Chicago-1948-Wayne-Miller-Magnum
A Chicago pool hall in 1948. © Wayne Miller/Magnum Photos/Sous Les Etoiles Gallery

Beauvoir was an existential philosopher and left-wing woman close to the Communist party. It was through this prism that she observed U.S. society and its inequalities, rubbing shoulders with drunks on the Bowery to better integrate into the city. “I couldn’t describe New York with words,” she said. “I have stopped thinking about descriptions, I am melting into the city.” Onlookers stared daggers at Wright when he came to meet her at her hotel, and through him she understood the mechanisms of segregation and discrimination. Quoting Swedish economist Gunnar Myrdal, she highlighted the American dilemma: values of dignity, freedom, and equality shared by all, which “are blatantly refuted in the condition of people of color.” While traveling by bus between Jacksonville and Savannah, she compared the attitudes of white Americans to those of French colonists. “They claim to ‘know’ people of color, as French colonists believe that they ‘know’ indigenous populations, just because their servants are Black.”

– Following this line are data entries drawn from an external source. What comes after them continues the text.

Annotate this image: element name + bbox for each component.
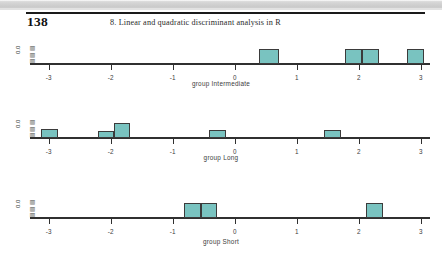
plot-area: -3-2-10123: [30, 192, 430, 236]
x-axis-title: group Short: [0, 238, 442, 245]
x-axis-line: [30, 137, 430, 139]
x-tick: [421, 65, 422, 70]
histogram-bar: [345, 49, 362, 64]
x-tick: [49, 65, 50, 70]
histogram-bar: [209, 130, 226, 138]
x-tick-label: 0: [233, 228, 237, 235]
x-tick-label: -2: [108, 228, 114, 235]
x-tick-label: 3: [419, 228, 423, 235]
x-tick: [235, 65, 236, 70]
x-tick: [173, 219, 174, 224]
x-tick: [359, 219, 360, 224]
x-tick: [359, 139, 360, 144]
histogram-bar: [184, 203, 201, 218]
x-tick: [297, 219, 298, 224]
histogram-bar: [407, 49, 424, 64]
x-tick-label: -3: [46, 228, 52, 235]
x-tick: [49, 219, 50, 224]
x-tick: [297, 65, 298, 70]
x-tick: [111, 139, 112, 144]
histogram-bar: [324, 130, 341, 138]
scan-artifact-band-secondary: [0, 8, 442, 10]
histogram-bar: [98, 131, 114, 138]
x-tick: [111, 65, 112, 70]
histogram-bar: [201, 203, 218, 218]
x-tick: [173, 139, 174, 144]
page-number: 138: [27, 14, 48, 30]
plot-area: -3-2-10123: [30, 38, 430, 82]
plot-area: -3-2-10123: [30, 112, 430, 156]
histogram-bar: [362, 49, 379, 64]
x-tick-label: 2: [357, 228, 361, 235]
histogram-bar: [259, 49, 279, 64]
histogram-bar: [366, 203, 383, 218]
x-tick: [297, 139, 298, 144]
x-tick-label: -1: [170, 228, 176, 235]
x-axis-title: group Intermediate: [0, 80, 442, 87]
running-head: 8. Linear and quadratic discriminant ana…: [110, 18, 281, 27]
x-tick: [235, 139, 236, 144]
x-tick: [359, 65, 360, 70]
x-tick-label: 1: [295, 228, 299, 235]
x-tick: [235, 219, 236, 224]
histogram-panel-short: 0.0 ▤▤▤ -3-2-10123 group Short: [0, 192, 442, 258]
x-axis-title: group Long: [0, 154, 442, 161]
histogram-bar: [114, 123, 130, 138]
x-tick: [421, 139, 422, 144]
x-tick: [49, 139, 50, 144]
y-tick-label: 0.0: [15, 120, 21, 128]
x-tick: [111, 219, 112, 224]
y-tick-label: 0.0: [15, 200, 21, 208]
header-rule: [26, 12, 425, 14]
histogram-bar: [41, 129, 58, 138]
x-tick: [421, 219, 422, 224]
histogram-panel-intermediate: 0.0 ▤▤▤ -3-2-10123 group Intermediate: [0, 38, 442, 100]
y-tick-label: 0.0: [15, 46, 21, 54]
histogram-panel-long: 0.0 ▤▤▤ -3-2-10123 group Long: [0, 112, 442, 174]
x-tick: [173, 65, 174, 70]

She visited some 50 cities over four months, giving conferences at universities where she observed inequalities between rich and poor students. She deplored the passiveness of young people who had no major projects, clashing with the myth of the self-made entrepreneur. Surprised by the conventional dreams of college girls who were more preoccupied with finding a husband, Beauvoir was also disappointed by the aggressive femininity of American women who seemed to have given up the fight for equality. “Instead of going even further than their elders, women content themselves with enjoying what they have already acquired. This is a grave mistake, as an end is only valid if it serves as a new starting point.”

The Greyhound bus terminal in New York in 1947. © Estate of Esther Bubley/University of Louisville Photographic Archives/Howard Greenberg Gallery/Sous Les Etoiles Gallery

During her time in America, Beauvoir made a point of traveling like “normal” people, by car, Greyhound bus, train, and only rarely by plane. Among the cities she visited, sometimes just fleetingly, one naturally had a special place in her heart. In Chicago, she met writer Nelson Algren, who became her lover, although she never expressed her feelings in her journal. They almost never met, as her French accent was so strong when she called him that he thought she was an old Polish neighbor and hung up on her! She had to try three times before he agreed to talk to her and meet. She asked him to show her Chicago’s underbelly, and they walked through the snow, visiting an overnight shelter where the well-read but drug-addled receptionist asked her for news of Saint-Germain-des-Prés.

Before flying back to Paris at the end of her stay, she returned to Chicago for a few days. She walked the stained sidewalks, visited slaughterhouses, a psychiatric hospital, and a prison where she met a death-row inmate, and sank ever deeper into the “black poetry” of a city that “smelled of man like no other city on earth.” As shown in her letters to Nelson Algren, published in France in 1997, Beauvoir maintained this “transatlantic love affair” for almost 20 years. But in May 1947, she decided to leave the United States, a place she compared to a “battlefield,” and returned to Paris, to “relearn France” and “get back into [her] skin.”


America Day by Day by Simone de Beauvoir, translated from French by Carol Cosman, University of California Press, 1999.
A Transatlantic Love Affair: Letters to Nelson Algren by Simone de Beauvoir, The New Press, 1999.


Article published in the March 2020 issue of France-AmériqueSubscribe to the magazine.